Human Population VII: Urbanization

As countries move through their development phases, not only do they industrialize and institutionalize, they also urbanize-- an increasing proportion of their populations move from rural areas to urban centers. The notebook page reproduced below shows the global trend from 1850 through 2011 and the prediction for 2050. The page is based largely on data from the U.N. World Urbanization Prospects: The 2011 Revision.

I have seen some U. N. estimates for 2100 suggesting that by then 99% of humanity will live in urban areas. ​

This raises some interesting questions.​

1. Will present urban areas simply grow larger to accommodate the increase?​

2. Or, will new urban areas germinate to cover portions of the Earth's surface otherwise required either to supply resources to urban dwellers or to provide refuges for the wild?

3. Is there a tipping point between the demands of urban populations for vital resources (food, fuel, water, raw materials, etc.) and the ability of the non-urban areas to provide them?  (Non-urban areas = croplands, rangelands, forests, wilderness, etc.)​

An increasing global human population offers significant challenges; increasing urban (dependent) populations adds another dimension to these challenges.

​Human Population VII: Urbanization. © Fred Montague

​Human Population VII: Urbanization. © Fred Montague

Environmental Science Classroom: Poems with a Point

The following poems have been approved for use in university environmental science courses.

I have found over my years of teaching that students appreciate a variety of perspectives.  Poets are said to be the sense organs of our species-- often with deep and intuitive understanding of the big picture and the underlying factors associated with complex issues.  They are often able to deliver the lessons more succinctly and memorably than the professors.

The four poems listed below are a few of the ones I have found to be particularly appropriate.  These are not recently published poems, but their themes are even more important and relevant today than when they were written.  I have provided the publication dates for two of them.  

Your assignment:  Read these poems, then begin writing your own.

"The Flight"  1930.  (Rudyard Kipling)-- describes the displacement of wildlife by human disturbance.

"The Purse-Seine"  1937 (Robinson Jeffers)-- describes the vulnerability of urban populations. Consider that today about 54% of the world's 7 billion people live in urban settings, that by 2050 about 74% of the predicted 9.6 billion people will be urban, and that by 2100, 99% (according to the UN) of the expected 10 billion humans on Earth will be urban-dwellers.  

"The Wages of History" (Wendell Berry)-- a humble poem of agricultural land abuse and the challenges that lie ahead.

"For the Children" (Gary Snyder)-- down-to-Earth advice for tomorrow.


» What you will do
Count how many lines hold "dioxide" in the records, and respond with that number by itself.

» Records provided
==*==

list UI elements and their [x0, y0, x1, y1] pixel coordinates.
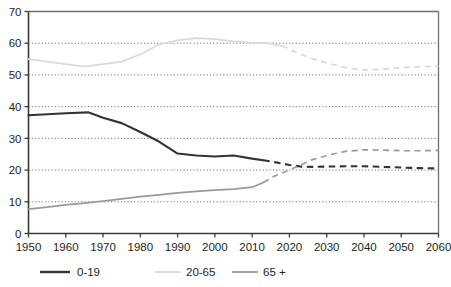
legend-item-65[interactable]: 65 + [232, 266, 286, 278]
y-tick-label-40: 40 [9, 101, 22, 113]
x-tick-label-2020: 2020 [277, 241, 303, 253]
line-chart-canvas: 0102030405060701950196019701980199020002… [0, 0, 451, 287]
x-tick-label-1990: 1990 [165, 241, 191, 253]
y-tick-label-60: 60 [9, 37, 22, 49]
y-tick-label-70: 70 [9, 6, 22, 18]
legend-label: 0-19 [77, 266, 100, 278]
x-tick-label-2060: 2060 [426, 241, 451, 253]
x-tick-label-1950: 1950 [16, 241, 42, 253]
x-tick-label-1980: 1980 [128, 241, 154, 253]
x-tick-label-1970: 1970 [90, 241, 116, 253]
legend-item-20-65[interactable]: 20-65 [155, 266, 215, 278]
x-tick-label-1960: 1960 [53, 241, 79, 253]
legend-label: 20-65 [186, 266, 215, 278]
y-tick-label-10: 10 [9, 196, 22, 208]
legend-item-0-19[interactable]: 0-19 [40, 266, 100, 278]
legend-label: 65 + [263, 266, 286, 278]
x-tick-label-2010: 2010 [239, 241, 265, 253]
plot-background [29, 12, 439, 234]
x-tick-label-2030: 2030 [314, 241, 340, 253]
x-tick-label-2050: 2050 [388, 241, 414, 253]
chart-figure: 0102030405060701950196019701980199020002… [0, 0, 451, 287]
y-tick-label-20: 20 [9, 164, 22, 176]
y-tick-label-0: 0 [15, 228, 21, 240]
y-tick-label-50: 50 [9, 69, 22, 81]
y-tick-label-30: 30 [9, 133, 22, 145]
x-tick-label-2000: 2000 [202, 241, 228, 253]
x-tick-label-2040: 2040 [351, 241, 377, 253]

==*==

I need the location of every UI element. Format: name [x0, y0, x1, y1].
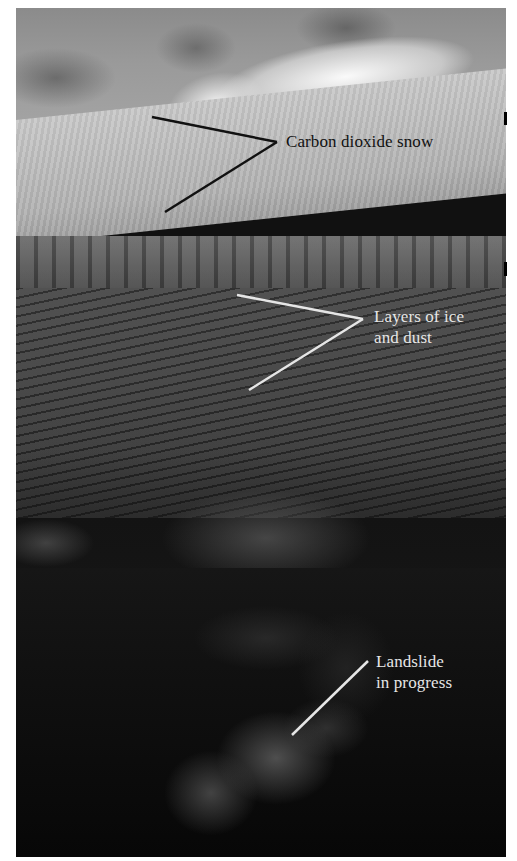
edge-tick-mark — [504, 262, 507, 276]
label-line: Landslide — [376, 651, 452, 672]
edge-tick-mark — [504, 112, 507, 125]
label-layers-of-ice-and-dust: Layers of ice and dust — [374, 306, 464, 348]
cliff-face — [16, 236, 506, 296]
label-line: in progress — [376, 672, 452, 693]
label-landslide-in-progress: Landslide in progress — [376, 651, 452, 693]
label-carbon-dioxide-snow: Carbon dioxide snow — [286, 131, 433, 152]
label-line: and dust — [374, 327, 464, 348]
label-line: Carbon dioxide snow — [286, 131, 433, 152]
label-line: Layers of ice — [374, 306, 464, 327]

==*==

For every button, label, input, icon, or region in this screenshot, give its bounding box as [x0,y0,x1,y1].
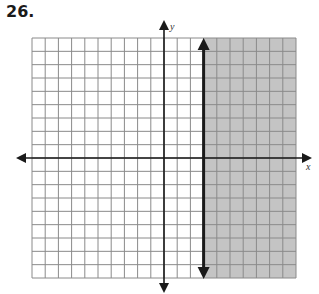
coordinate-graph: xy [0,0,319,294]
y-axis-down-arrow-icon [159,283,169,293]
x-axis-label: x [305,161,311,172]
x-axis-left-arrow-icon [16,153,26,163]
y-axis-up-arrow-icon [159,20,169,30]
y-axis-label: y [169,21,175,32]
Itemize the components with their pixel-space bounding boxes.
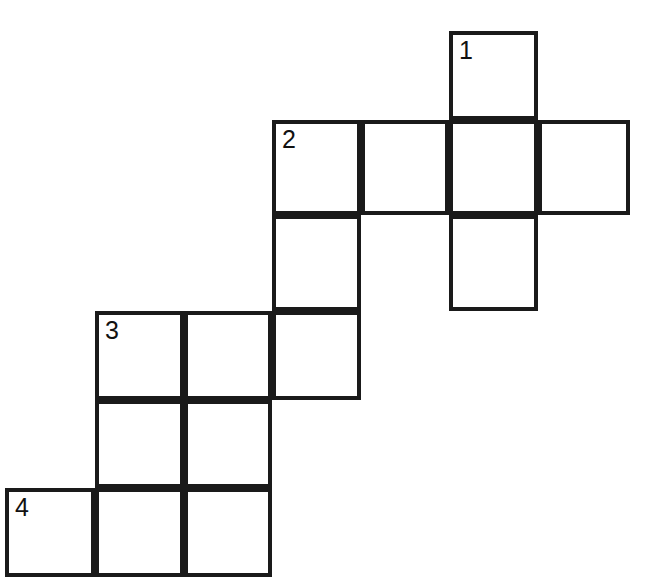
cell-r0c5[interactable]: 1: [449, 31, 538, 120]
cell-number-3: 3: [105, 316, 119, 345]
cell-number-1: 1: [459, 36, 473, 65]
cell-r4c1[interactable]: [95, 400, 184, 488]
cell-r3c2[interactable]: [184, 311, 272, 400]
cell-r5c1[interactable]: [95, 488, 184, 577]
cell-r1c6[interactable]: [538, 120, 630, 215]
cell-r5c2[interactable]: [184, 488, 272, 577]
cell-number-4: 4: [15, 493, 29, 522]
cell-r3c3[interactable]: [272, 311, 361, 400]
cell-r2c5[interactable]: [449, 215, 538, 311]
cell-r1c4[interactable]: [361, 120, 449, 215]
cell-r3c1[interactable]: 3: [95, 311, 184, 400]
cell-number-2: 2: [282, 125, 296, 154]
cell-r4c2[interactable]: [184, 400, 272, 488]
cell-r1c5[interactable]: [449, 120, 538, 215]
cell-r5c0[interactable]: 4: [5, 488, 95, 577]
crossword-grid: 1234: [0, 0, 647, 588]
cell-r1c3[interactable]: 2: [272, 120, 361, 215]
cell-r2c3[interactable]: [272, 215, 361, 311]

==*==

» Result
2